Enough time to learn the FDE map, build a thin slice, explain tradeoffs, and run a mock loop.

1

Resource Repo

A public, curated answer to: “If I want to become an FDE, what matters most?”

12

Weeks Preserved

The original long-form curriculum remains available as the next layer after the sprint.

Claude learning rhythm

  1. Define the target performance: what an entry FDE must be able to do.
  2. Ask Claude to filter resources by task relevance, not popularity.
  3. Learn by producing artifacts: scope, architecture, prototype, eval, demo.
  4. Use Claude as examiner: force recall, critique gaps, and rewrite weaker answers.

Starter capstone theme

Build an “AI Deployment Assistant” for a realistic business workflow.
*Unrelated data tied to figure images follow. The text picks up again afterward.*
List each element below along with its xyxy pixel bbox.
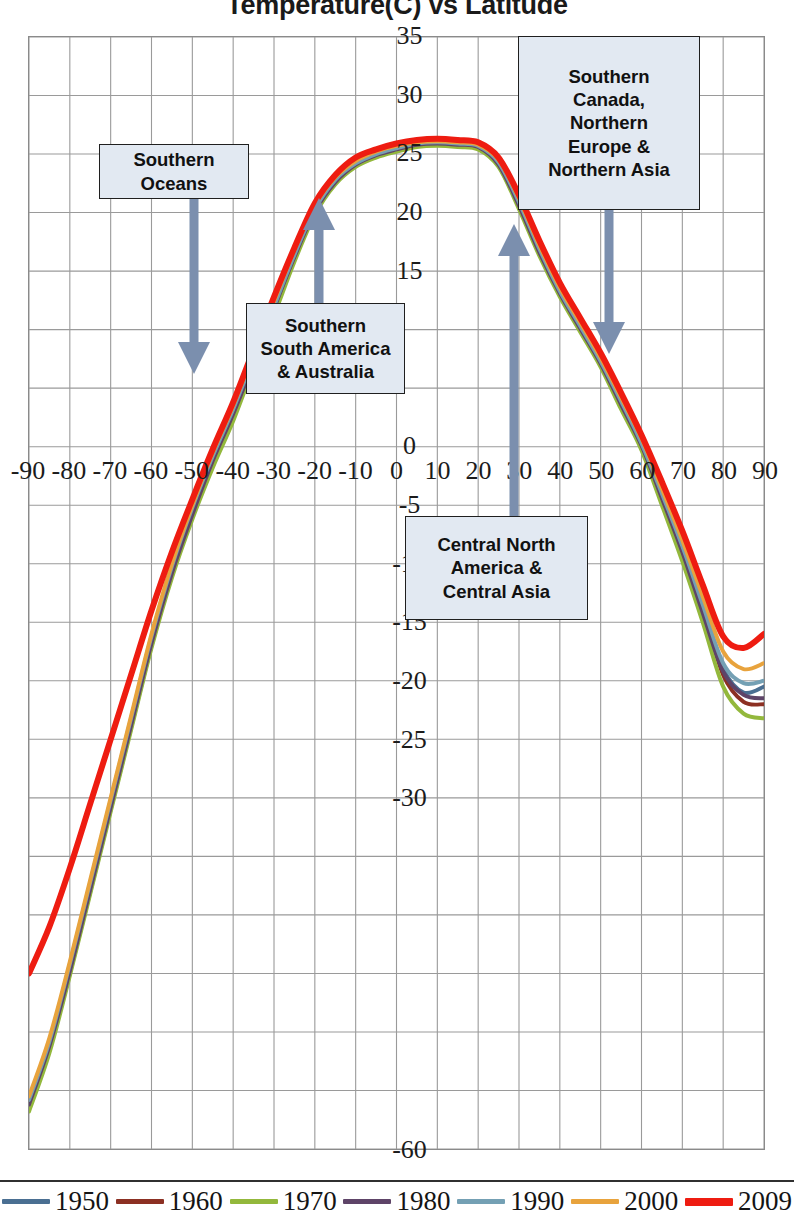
legend-item-1950[interactable]: 1950 — [2, 1188, 109, 1215]
y-axis-tick-label: 35 — [375, 21, 445, 51]
x-axis-tick-label: 10 — [415, 456, 459, 486]
legend-label-1950: 1950 — [55, 1188, 109, 1215]
y-axis-tick-label: -60 — [375, 1135, 445, 1165]
legend-swatch-1990 — [457, 1199, 505, 1204]
x-axis-tick-label: -60 — [129, 456, 173, 486]
arrow-southern-oceans — [174, 196, 214, 376]
callout-line: Central Asia — [443, 580, 550, 603]
y-axis-tick-label: 15 — [375, 256, 445, 286]
x-axis-tick-label: 0 — [375, 456, 419, 486]
callout-southern-canada-northern-europe-asia: Southern Canada, Northern Europe & North… — [518, 36, 700, 210]
page-title: Temperature(C) vs Latitude — [0, 0, 794, 21]
x-axis-tick-label: -90 — [6, 456, 50, 486]
x-axis-tick-label: 60 — [620, 456, 664, 486]
x-axis-tick-label: -30 — [252, 456, 296, 486]
legend-swatch-1970 — [230, 1199, 278, 1204]
legend-item-1990[interactable]: 1990 — [457, 1188, 564, 1215]
arrow-southern-canada-northern-europe-asia — [589, 210, 629, 355]
legend-label-1970: 1970 — [283, 1188, 337, 1215]
callout-southern-oceans: Southern Oceans — [99, 144, 249, 199]
x-axis-tick-label: -10 — [334, 456, 378, 486]
arrow-central-north-america-central-asia — [494, 222, 534, 518]
x-axis-tick-label: -70 — [88, 456, 132, 486]
legend-item-2009[interactable]: 2009 — [685, 1188, 792, 1215]
legend-swatch-1980 — [343, 1199, 391, 1204]
callout-line: South America — [261, 337, 391, 360]
callout-line: Northern — [570, 111, 648, 134]
y-axis-tick-label: -20 — [375, 666, 445, 696]
legend-label-2009: 2009 — [738, 1188, 792, 1215]
legend-item-2000[interactable]: 2000 — [571, 1188, 678, 1215]
x-axis-tick-label: 50 — [579, 456, 623, 486]
callout-line: Canada, — [573, 88, 645, 111]
legend-swatch-1950 — [2, 1199, 50, 1204]
legend-item-1960[interactable]: 1960 — [116, 1188, 223, 1215]
callout-line: & Australia — [277, 360, 374, 383]
legend-label-2000: 2000 — [624, 1188, 678, 1215]
chart-legend: 1950196019701980199020002009 — [0, 1180, 794, 1221]
callout-line: Oceans — [141, 172, 208, 195]
legend-swatch-2009 — [685, 1198, 733, 1206]
callout-southern-south-america-australia: Southern South America & Australia — [246, 303, 405, 394]
legend-label-1960: 1960 — [169, 1188, 223, 1215]
y-axis-tick-label: -25 — [375, 725, 445, 755]
x-axis-tick-label: -20 — [293, 456, 337, 486]
x-axis-tick-label: -40 — [211, 456, 255, 486]
callout-line: Central North — [437, 533, 555, 556]
y-axis-tick-label: -30 — [375, 783, 445, 813]
x-axis-tick-label: 40 — [538, 456, 582, 486]
arrow-southern-south-america-australia — [299, 196, 339, 314]
y-axis-tick-label: 25 — [375, 138, 445, 168]
legend-item-1980[interactable]: 1980 — [343, 1188, 450, 1215]
x-axis-tick-label: 90 — [743, 456, 787, 486]
legend-label-1980: 1980 — [396, 1188, 450, 1215]
legend-label-1990: 1990 — [510, 1188, 564, 1215]
x-axis-tick-label: 80 — [702, 456, 746, 486]
callout-central-north-america-central-asia: Central North America & Central Asia — [405, 516, 588, 620]
y-axis-tick-label: 20 — [375, 197, 445, 227]
legend-item-1970[interactable]: 1970 — [230, 1188, 337, 1215]
callout-line: Southern — [133, 148, 214, 171]
x-axis-tick-label: -50 — [170, 456, 214, 486]
callout-line: Southern — [285, 314, 366, 337]
callout-line: Europe & — [568, 135, 650, 158]
callout-line: Northern Asia — [548, 158, 670, 181]
callout-line: Southern — [568, 65, 649, 88]
callout-line: America & — [451, 556, 543, 579]
legend-swatch-2000 — [571, 1199, 619, 1204]
x-axis-tick-label: 70 — [661, 456, 705, 486]
y-axis-tick-label: 30 — [375, 80, 445, 110]
legend-swatch-1960 — [116, 1199, 164, 1204]
x-axis-tick-label: -80 — [47, 456, 91, 486]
In the 20-hour version, the goal is not production depth; it is a defensible thin slice that proves you understand discovery, architecture, evals, and rollout.

FastAPI Postgres RAG Evals AI architecture
02 / Claude Methodology

Use Claude as teacher, curator, examiner, and reviewer

This section adapts Rahul's X article, “How To Learn Anything 10x Faster Using Claude,” into an FDE plan. The full method is six prompts: learning ladder, 20-hour plan, quiz until failure, one-page cheat sheet, signal-in-noise resource curation, and the Feynman loop.

source: Rahul on X
1

Build a Learning Ladder

Break FDE into five levels, from beginner to confident practitioner. Each level needs a milestone, a hands-on exercise, common mistakes, and a self-check before moving forward.

2

Learn in 20 Hours

Extract the 20% of FDE concepts that create 80% of real-world progress, then structure them into ten 2-hour sessions with one resource, one exercise, and five review questions each.

3

Quiz Until I Break

After each session, use active recall: ten progressively harder questions, one at a time, with grading, gap detection, and re-teaching only what was missed.

4

Create a One-Page Cheat Sheet

Compress each FDE topic into a scannable page: definition, key concepts, mental model, examples, common mistakes, checklist, and rapid-fire memory questions.

5

Find the Signal in the Noise

Limit the resource set to the five highest-leverage materials. For each one, capture why it matters, what it teaches, who it fits, how to use it, and what not to waste time on.

6

Use the Feynman Loop

Explain the concept in simple language, then explain it back. Claude identifies gaps, re-teaches only the weak parts, and repeats until the explanation is simple and complete.

03 / Subproject 1

Open-source the FDE resource library

Turn the resource collection into a public GitHub project with a clear editorial stance: not “everything about AI,” but the most important resources for becoming useful as a Forward Deployed Engineer.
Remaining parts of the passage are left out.